Logging into the processor, she pre-saved a word document and minimized the screen, prepared for an hour of copious note taking. Nothing was going to distract her from her studies. She had a goal to meet, her brother’s dream to realize, and his future to begin.

“Good morning!” A loud voice ripped her attention from the two Escher hands drawing each other on her computer. “This is World Regional Geography. If you’re in the wrong room, there’s the door. If you have no respect for professorial authority, feel free to follow the other lost souls out the exit because I will not accept impudence.”

Paige gulped and glanced surreptitiously behind her, surprised to see hundreds of other students had arrived while she’d been dazing off. They filled nearly every seat.

When no one stood from the sea of blurred bodies to leave, she slowly swiveled back around to face the professor.

Dr. Presni—as her class schedule labeled him—was a short, stout man with an irritable disposition, thick eyebrows, and a bad comb-over. Without introducing himself, he announced he would take roll call today, but after that, attendance was entirely up to the student.

“Marissa Abbott,” he began, starting down his list.

“Here,” the return call echoed from the back of the room.

The scratch of a check mark followed as Presni noted her presence. And so it began all the way through the alphabet. With her Z surname, Paige figured she had a while to wait before he called on her. She relaxed, tuning out, and studied the front of the room. A white board and stark, blank walls stared back. Yeesh, maybe she shouldn’t have sat in the front row. She felt self-conscious. Singled out. She eyed the exit just to her left. It looked so welcoming.

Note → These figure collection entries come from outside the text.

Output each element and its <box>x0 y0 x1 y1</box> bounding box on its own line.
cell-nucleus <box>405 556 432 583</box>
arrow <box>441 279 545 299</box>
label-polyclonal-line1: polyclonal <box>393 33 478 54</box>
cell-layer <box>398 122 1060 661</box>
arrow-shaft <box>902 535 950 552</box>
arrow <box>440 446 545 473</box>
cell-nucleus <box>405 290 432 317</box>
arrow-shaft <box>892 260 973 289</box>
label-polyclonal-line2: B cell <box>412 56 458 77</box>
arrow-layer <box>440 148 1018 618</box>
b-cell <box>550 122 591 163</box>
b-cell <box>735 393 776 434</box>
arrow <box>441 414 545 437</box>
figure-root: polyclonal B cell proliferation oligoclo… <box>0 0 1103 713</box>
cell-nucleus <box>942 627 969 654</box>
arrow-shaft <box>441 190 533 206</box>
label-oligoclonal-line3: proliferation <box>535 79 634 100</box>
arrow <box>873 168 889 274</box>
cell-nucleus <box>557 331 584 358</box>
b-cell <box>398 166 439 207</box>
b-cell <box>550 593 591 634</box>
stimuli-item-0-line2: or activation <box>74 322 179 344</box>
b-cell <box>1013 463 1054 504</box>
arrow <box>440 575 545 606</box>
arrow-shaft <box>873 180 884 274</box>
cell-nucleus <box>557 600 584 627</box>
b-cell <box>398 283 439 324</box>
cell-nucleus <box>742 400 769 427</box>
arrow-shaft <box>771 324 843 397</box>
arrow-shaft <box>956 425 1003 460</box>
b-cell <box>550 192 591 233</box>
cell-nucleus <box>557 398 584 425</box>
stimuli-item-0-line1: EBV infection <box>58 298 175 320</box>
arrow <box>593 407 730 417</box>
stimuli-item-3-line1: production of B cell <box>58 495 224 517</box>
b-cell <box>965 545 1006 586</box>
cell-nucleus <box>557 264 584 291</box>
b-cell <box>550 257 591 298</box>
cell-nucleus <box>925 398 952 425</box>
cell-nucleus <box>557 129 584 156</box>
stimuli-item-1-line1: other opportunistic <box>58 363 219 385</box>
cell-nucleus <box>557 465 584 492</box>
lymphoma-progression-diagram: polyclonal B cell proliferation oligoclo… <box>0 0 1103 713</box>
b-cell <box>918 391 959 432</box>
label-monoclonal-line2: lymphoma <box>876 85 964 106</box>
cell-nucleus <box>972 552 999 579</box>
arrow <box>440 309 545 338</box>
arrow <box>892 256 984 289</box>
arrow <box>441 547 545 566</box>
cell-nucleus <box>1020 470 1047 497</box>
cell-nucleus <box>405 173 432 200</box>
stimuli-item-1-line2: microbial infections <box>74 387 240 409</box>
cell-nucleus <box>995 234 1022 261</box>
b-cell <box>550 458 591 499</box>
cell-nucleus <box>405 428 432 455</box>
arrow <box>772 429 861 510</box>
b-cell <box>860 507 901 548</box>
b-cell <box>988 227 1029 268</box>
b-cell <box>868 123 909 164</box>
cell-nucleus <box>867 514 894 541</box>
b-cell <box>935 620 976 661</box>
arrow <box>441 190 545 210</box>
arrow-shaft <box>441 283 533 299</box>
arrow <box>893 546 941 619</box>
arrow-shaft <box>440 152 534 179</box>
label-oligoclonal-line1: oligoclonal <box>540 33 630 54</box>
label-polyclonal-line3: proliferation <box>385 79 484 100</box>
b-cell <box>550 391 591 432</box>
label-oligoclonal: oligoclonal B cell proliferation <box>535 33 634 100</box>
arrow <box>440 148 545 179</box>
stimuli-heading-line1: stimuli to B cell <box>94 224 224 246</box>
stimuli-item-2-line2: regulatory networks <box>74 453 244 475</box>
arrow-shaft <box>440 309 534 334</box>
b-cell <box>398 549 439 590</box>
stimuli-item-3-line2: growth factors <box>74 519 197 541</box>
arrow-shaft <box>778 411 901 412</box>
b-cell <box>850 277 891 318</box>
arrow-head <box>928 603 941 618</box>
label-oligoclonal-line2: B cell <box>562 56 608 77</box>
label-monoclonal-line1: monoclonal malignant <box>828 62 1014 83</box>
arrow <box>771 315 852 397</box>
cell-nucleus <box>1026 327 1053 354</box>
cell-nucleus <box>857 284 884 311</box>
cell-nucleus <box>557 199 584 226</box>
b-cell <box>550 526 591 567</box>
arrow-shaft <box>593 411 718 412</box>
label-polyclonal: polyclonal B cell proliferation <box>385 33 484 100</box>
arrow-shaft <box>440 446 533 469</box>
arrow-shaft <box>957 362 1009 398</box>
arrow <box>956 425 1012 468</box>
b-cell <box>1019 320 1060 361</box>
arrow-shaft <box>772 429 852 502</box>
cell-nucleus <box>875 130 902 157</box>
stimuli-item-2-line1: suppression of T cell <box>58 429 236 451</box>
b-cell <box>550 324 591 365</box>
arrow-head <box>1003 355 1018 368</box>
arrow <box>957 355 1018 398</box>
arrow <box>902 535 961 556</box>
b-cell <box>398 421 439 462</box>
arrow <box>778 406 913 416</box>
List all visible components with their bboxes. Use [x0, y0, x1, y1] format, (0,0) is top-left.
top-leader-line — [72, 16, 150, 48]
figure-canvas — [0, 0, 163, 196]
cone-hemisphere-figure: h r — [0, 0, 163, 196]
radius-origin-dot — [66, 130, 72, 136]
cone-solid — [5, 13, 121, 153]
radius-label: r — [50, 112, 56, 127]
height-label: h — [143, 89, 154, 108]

“Rupert Waltrip…Alison Wutke…”

Paige refocused on the teacher’s droning voice—really dry, droning voice. It was going to be hard to concentrate on his lectures with a voice like his, all arid and—

“Logan Xander.”

Logan Xander?

Paige stopped breathing. Icicles crystalized on her brain, freezing her motionless.

That name.

Oh, God. That name.

Why would the professor say that name? Of all the names in the world, why—

“Here.” A voice answered, claiming ownership of that horrendous name. He sat too close behind her and a tad to her right.

She couldn’t help herself. Paige whipped around to look. She had to know.

There he sat.

Three rows back. Two seats over.

Logan Xander.

It had been three years since she’d last seen him. He fixed his dirty-blond hair shorter these days, shaved to a buzz cut. And his face had aged, the planes and angles sharper and more defined. Matured. But there was no way she’d ever forget what he looked like.

He must’ve caught her abrupt reaction to his name, because he glanced her way. Their gazes caught and held, and all the air in the room stalled, leaving her suffocated.

Dying.

A great, crushing tremble clutched her, wracking a painful shudder up her spine. Immediate tears throbbed behind her eyes. She blinked repeatedly, but her retinas remained scorching dry, giving her no relief from the horror she was beholding.

A bewildered frown wove through the center of Logan Xander’s brow as he stared back, obviously not recognizing her.

She clenched her teeth and fisted her hands. She wanted to strike out, physically, verbally, any way possible, to make him remember the way she remembered. How dare he forget her when she would know his face—his name—for the rest of her life!